Students will have access to the IU Regional Academic Health Center and the new hospital starting on Dec. 5, according to the IU Health website.

Shockney said the academic center will allow students to train and be educated  interprofessionally in the new facility with access to real life scenarios and exercises. He said these exercises will help to ensure IU and IU Health are a part of developing the next generation of health care professionals.

“One of the areas of the new campus I am most excited about is the space that brings IU Health and IU together,” Shockney said. “We have intentionally called it the ‘connector’ which will serve as a place for patients, visitors, students and team members to connect together to meet, eat and build memories.”
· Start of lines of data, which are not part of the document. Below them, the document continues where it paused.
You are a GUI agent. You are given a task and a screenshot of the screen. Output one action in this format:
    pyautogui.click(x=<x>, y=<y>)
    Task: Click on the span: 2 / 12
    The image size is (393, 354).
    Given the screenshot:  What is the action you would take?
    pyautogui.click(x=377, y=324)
This space will provide the students space to become better connected with the hospital and the patients they will be serving throughout their education, Shockney said. 

Shockney said the complex will feature a new state-of-the-art simulation lab that will be located in the academic center. He said the simulation will be furnished with life-like robots to emulate the real-world environment for groups of medical students, nursing and social work students.

Dr. David Daleke, Vice Provost for Graduate Education and Health Sciences, said these simulations will be identical to how the hospital rooms are actually set up.

“Students will get training with all the same equipment that they would see in their clinical experiences,” Daleke said. 

The focus in creating this center was around making an interprofessional model of education for students in health sciences, Daleke said. The new facilities will offer students an improved hands-on experience because they can train alongside nurses and doctors working in their desired fields of study, Daleke said. 

Daleke said all four health science programs will expand with the new hospital on campus. He said the IU nursing program is doubling in size, enabling the program to admit more students. 

IU professor of nursing Dr. Deanna Reising said the new hospital will implement a nursing care program that will allow students to learn how to treat different levels of care for patients on the same unit.

“This will allow students to learn how to treat multiple stages of care for patients all in one place,” Reising said.